Both profoundly individuating ideologies that have had us in a chokehold for decades.
Gotta break out and act collectively. I don't think the millionaires think we're as different from each other as sometimes we seem to think we are. Doesn't mean differences aren't important but we're basically all just basically expendable population to millionaires.
there are no new ideas. There are only new ways of making them felt, of examining what our ideas really mean (feel like) on Sunday morning at 7 AM, after brunch, during wild love, making war, giving birth; while we suffer the old longings, battle the old warnings and fears of being silent and impotent and alone, while tasting our new possibilities and strengths - from Poetry is Not a Luxury
We can read as many facts as we like, but if we try to add them up, they refuse to become a system. We struggle to keep track of all the information that approaches us, making it hard for most info bits to be properly digested. This is the passive indifference that Jean Baudrillard celebrated during his lifetime, and which has now become the cultural norm. The result is "epistemic closure." When we are constantly exposed to real-time interactive media, we develop attention fatigue and a poor sense of time. (Johnson says that his overconsumption of information impaired his short-term memory.)

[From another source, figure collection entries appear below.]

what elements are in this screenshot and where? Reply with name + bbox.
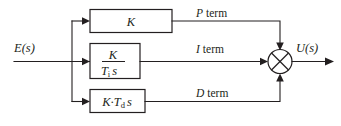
arrowhead-proportional-input	[82, 17, 90, 25]
p-term-path	[172, 21, 284, 51]
arrowhead-output	[325, 57, 334, 65]
i-term-letter: I	[195, 43, 201, 55]
d-term-label: Dterm	[195, 87, 228, 99]
integral-denominator-tail: s	[112, 64, 117, 78]
diagram-canvas: K K Tis K·Tds	[0, 0, 341, 126]
i-term-label: Iterm	[195, 43, 224, 55]
p-term-label: Pterm	[195, 7, 227, 19]
proportional-block: K	[90, 10, 172, 33]
arrowhead-i-term	[260, 58, 268, 66]
derivative-gain-subscript: d	[121, 100, 126, 110]
p-term-letter: P	[195, 7, 203, 19]
derivative-block: K·Tds	[90, 90, 145, 113]
arrowhead-derivative-input	[82, 98, 90, 106]
arrowhead-d-term	[276, 74, 284, 82]
arrowhead-integral-input	[82, 58, 90, 66]
i-term-word: term	[203, 43, 224, 55]
integral-numerator-label: K	[108, 48, 118, 62]
output-signal-label: U(s)	[296, 41, 318, 55]
input-signal-label: E(s)	[13, 41, 35, 55]
derivative-gain-tail: s	[127, 95, 132, 109]
integral-block: K Tis	[90, 44, 140, 80]
output-signal-wire	[292, 57, 334, 65]
d-term-word: term	[207, 87, 228, 99]
p-term-wire	[172, 21, 280, 45]
derivative-block-label: K·Tds	[101, 95, 132, 111]
i-term-path	[140, 58, 268, 66]
derivative-gain: K·T	[101, 95, 121, 109]
p-term-word: term	[206, 7, 227, 19]
block-diagram: K K Tis K·Tds	[0, 0, 341, 126]
proportional-block-label: K	[126, 15, 136, 29]
summing-junction	[268, 50, 292, 74]
d-term-letter: D	[195, 87, 205, 99]
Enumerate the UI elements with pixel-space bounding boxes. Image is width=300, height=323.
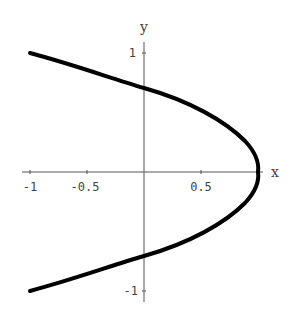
y-axis-label: y: [139, 19, 148, 35]
parabola-plot: -1 -0.5 0.5 1 -1 x y: [0, 0, 300, 323]
x-tick-label-05: 0.5: [190, 180, 212, 194]
y-tick-label-neg1: -1: [124, 284, 138, 298]
y-tick-label-1: 1: [129, 46, 136, 60]
x-tick-label-neg05: -0.5: [71, 180, 100, 194]
x-axis-label: x: [271, 164, 279, 180]
x-tick-label-neg1: -1: [23, 180, 37, 194]
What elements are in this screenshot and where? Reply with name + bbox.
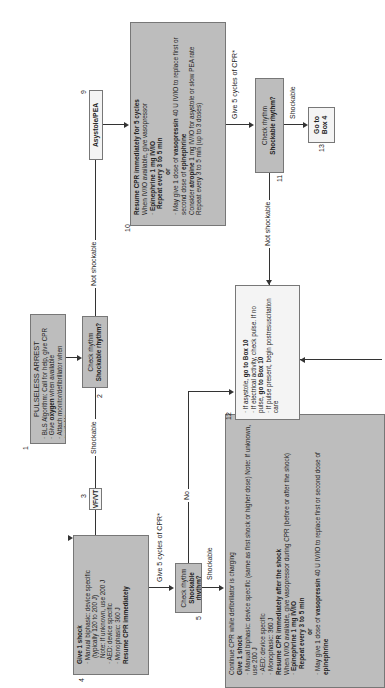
box-number: 12: [225, 412, 232, 420]
connector: [103, 124, 125, 125]
box-give-1-shock: Give 1 shock Manual biphasic: device spe…: [73, 535, 149, 675]
box-number: 9: [80, 90, 87, 94]
edge-label-shockable: Shockable: [90, 419, 97, 456]
box-text: Shockable rhythm?: [269, 83, 277, 168]
list-item: AED: device specific: [259, 419, 267, 675]
box-title: Give 1 shock: [76, 540, 84, 664]
box-text: Check rhythm: [261, 83, 269, 168]
box-text: Shockable rhythm?: [95, 321, 103, 383]
list-item: Note: If unknown, use 200 J: [99, 540, 107, 664]
list-item: May give 1 dose of vasopressin 40 U IV/I…: [314, 419, 330, 675]
box-give-shock-6: Continue CPR while defibrillator is char…: [225, 414, 385, 688]
box-text: Check rhythm: [87, 321, 95, 383]
box-number: 2: [96, 394, 103, 398]
box-number: 11: [276, 175, 283, 182]
box-text: Resume CPR immediately after the shock: [275, 419, 283, 675]
list-item: If electrical activity, check pulse. If …: [250, 290, 265, 413]
box-number: 3: [80, 494, 87, 498]
box-text: Check rhythm: [180, 568, 188, 608]
box-12: If asystole, go to Box 10 If electrical …: [235, 285, 300, 420]
arrow-icon: [169, 585, 174, 591]
box-text: or: [306, 419, 314, 675]
connector: [95, 510, 96, 538]
arrow-icon: [68, 535, 73, 541]
arrow-icon: [249, 122, 254, 128]
box-check-rhythm-11: Check rhythm Shockable rhythm?: [255, 78, 284, 173]
list-item: Manual biphasic: device specific (same a…: [244, 419, 260, 675]
edge-label-no: No: [183, 489, 190, 502]
list-item: If pulse present, begin postresuscitatio…: [265, 290, 280, 413]
list-item: Monophasic: 360 J: [267, 419, 275, 675]
connector: [188, 391, 189, 563]
edge-label-not-shockable: Not shockable: [264, 200, 271, 248]
edge-label-shockable: Shockable: [289, 84, 296, 121]
list-item: Manual biphasic: device specific: [84, 540, 92, 664]
connector: [188, 391, 230, 392]
connector: [226, 124, 250, 125]
list-item: BLS Algorithm: Call for help, give CPR: [41, 319, 49, 439]
box-text: Box 4: [321, 112, 329, 138]
list-item: May give 1 dose of vasopressin 40 U IV/I…: [172, 27, 188, 215]
box-resume-cpr-10: Resume CPR immediately for 5 cycles When…: [130, 22, 226, 226]
list-item: Epinephrine 1 mg IV/IO: [290, 419, 298, 675]
box-text: Shockable rhythm?: [188, 568, 202, 608]
list-item: Repeat every 3 to 5 min: [156, 27, 164, 215]
edge-label-not-shockable: Not shockable: [90, 240, 97, 288]
box-vf-vt: VF/VT: [89, 488, 102, 510]
box-number: 1: [22, 446, 29, 450]
box-title: PULSELESS ARREST: [33, 319, 41, 439]
edge-label-shockable: Shockable: [206, 545, 213, 582]
list-item: Epinephrine 1 mg IV/IO: [149, 27, 157, 215]
arrow-icon: [229, 389, 234, 395]
connector: [300, 359, 382, 360]
list-item: AED: device specific: [106, 540, 114, 664]
list-item: Repeat every 3 to 5 min: [298, 419, 306, 675]
box-check-rhythm-5: Check rhythm Shockable rhythm?: [175, 563, 202, 613]
connector: [149, 587, 170, 588]
arrow-icon: [219, 585, 224, 591]
edge-label-give-5-cycles: Give 5 cycles of CPR*: [156, 511, 163, 584]
arrow-icon: [300, 357, 305, 363]
list-item: If asystole, go to Box 10: [242, 290, 250, 413]
arrow-icon: [124, 122, 129, 128]
connector: [284, 124, 304, 125]
box-text: or: [164, 27, 172, 215]
box-text: Epinephrine 1 mg IV/IO: [290, 601, 297, 671]
box-number: 5: [195, 616, 202, 620]
edge-label-give-5-cycles: Give 5 cycles of CPR*: [231, 48, 238, 121]
list-item: Give oxygen when available: [48, 319, 56, 439]
list-item: Attach monitor/defibrillator when availa…: [56, 319, 66, 439]
box-pulseless-arrest: PULSELESS ARREST BLS Algorithm: Call for…: [30, 314, 66, 444]
box-text: Give 1 shock: [236, 419, 244, 675]
box-text: Resume CPR immediately for 5 cycles: [133, 27, 141, 215]
box-text: Repeat every 3 to 5 min (up to 3 doses): [195, 27, 203, 215]
box-text: Consider atropine 1 mg IV/IO for asystol…: [188, 27, 196, 215]
connector: [202, 587, 220, 588]
connector: [95, 160, 96, 316]
box-text: Continue CPR while defibrillator is char…: [228, 419, 236, 675]
box-number: 13: [318, 144, 325, 152]
box-check-rhythm-2: Check rhythm Shockable rhythm?: [82, 316, 108, 388]
box-footer: Resume CPR immediately: [122, 540, 130, 664]
box-number: 4: [78, 678, 85, 682]
box-text: When IV/IO available, give vasopressor d…: [283, 419, 291, 675]
box-asystole-pea: Asystole/PEA: [89, 90, 103, 160]
box-go-to-box-4: Go to Box 4: [308, 107, 335, 143]
list-item: Monophasic: 360 J: [114, 540, 122, 664]
list-item: (typically 120 to 200 J): [91, 540, 99, 664]
box-text: When IV/IO available, give vasopressor: [141, 27, 149, 215]
box-text: Go to: [313, 112, 321, 138]
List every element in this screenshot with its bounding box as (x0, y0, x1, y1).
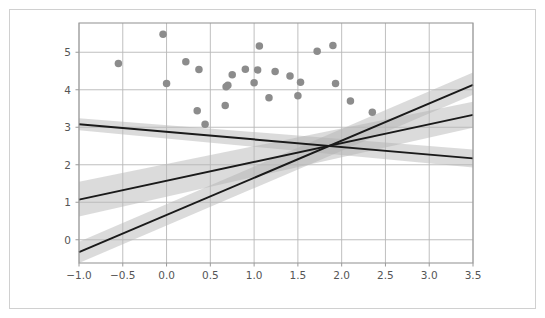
y-tick-label: 3 (64, 121, 71, 133)
regression-lines (79, 85, 473, 252)
y-axis-tick-labels: 012345 (64, 46, 79, 246)
scatter-point (250, 79, 258, 87)
scatter-point (297, 79, 305, 87)
x-tick-label: 2.5 (377, 269, 394, 281)
figure-container: −1.0−0.50.00.51.01.52.02.53.03.5 012345 (0, 0, 545, 318)
scatter-point (369, 109, 377, 117)
x-tick-label: 3.5 (465, 269, 482, 281)
scatter-point (329, 42, 337, 50)
scatter-point (193, 107, 201, 115)
x-tick-label: 0.0 (158, 269, 175, 281)
scatter-point (242, 65, 250, 73)
scatter-point (163, 80, 171, 88)
regression-line-3 (79, 85, 473, 252)
scatter-points (115, 31, 376, 129)
x-axis-tick-labels: −1.0−0.50.00.51.01.52.02.53.03.5 (66, 263, 481, 281)
scatter-point (159, 31, 167, 39)
scatter-point (254, 66, 262, 74)
scatter-point (294, 92, 302, 100)
scatter-point (201, 121, 209, 129)
x-tick-label: 3.0 (421, 269, 438, 281)
scatter-point (256, 42, 264, 50)
scatter-point (265, 94, 273, 102)
scatter-point (271, 68, 279, 76)
y-tick-label: 4 (64, 84, 71, 96)
x-tick-label: 0.5 (202, 269, 219, 281)
scatter-point (286, 72, 294, 80)
scatter-point (347, 97, 355, 105)
scatter-point (182, 58, 190, 66)
x-tick-label: 1.0 (246, 269, 263, 281)
scatter-plot: −1.0−0.50.00.51.01.52.02.53.03.5 012345 (0, 0, 545, 318)
scatter-point (332, 80, 340, 88)
y-tick-label: 5 (64, 46, 71, 58)
scatter-point (228, 71, 236, 79)
x-tick-label: −1.0 (66, 269, 92, 281)
scatter-point (313, 47, 321, 55)
scatter-point (115, 60, 123, 68)
x-tick-label: 1.5 (290, 269, 307, 281)
scatter-point (221, 102, 229, 110)
y-tick-label: 1 (64, 196, 71, 208)
x-tick-label: 2.0 (333, 269, 350, 281)
x-tick-label: −0.5 (110, 269, 136, 281)
y-tick-label: 2 (64, 159, 71, 171)
y-tick-label: 0 (64, 234, 71, 246)
scatter-point (224, 82, 232, 90)
scatter-point (195, 66, 203, 74)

every time I go on my phone it is one of the worst experiences of my life
from @bennnnst on twitterThe Young-Girl would thus be the being that no longer has any intimacy with herself except as value, and whose every activity, in every detail, is directed to self-valorization. At each moment, she affirms herself as the sovereign subject of her own reification. The unquestionable character of her power, all of the crushing assurance of this flattened being, woven exclusively by the conventions, codes, and representations fleetingly in effect, all the authority that the least of her gestures incarnates, all of this is immediately indexed to her absolute transparency to 'society.'
from preliminary materials for a theory of the young girlI am losing precious days. I am degenerating into a machine for making money. I am learning nothing in this trivial world of men. I must break away and get out into the mountains to learn the news.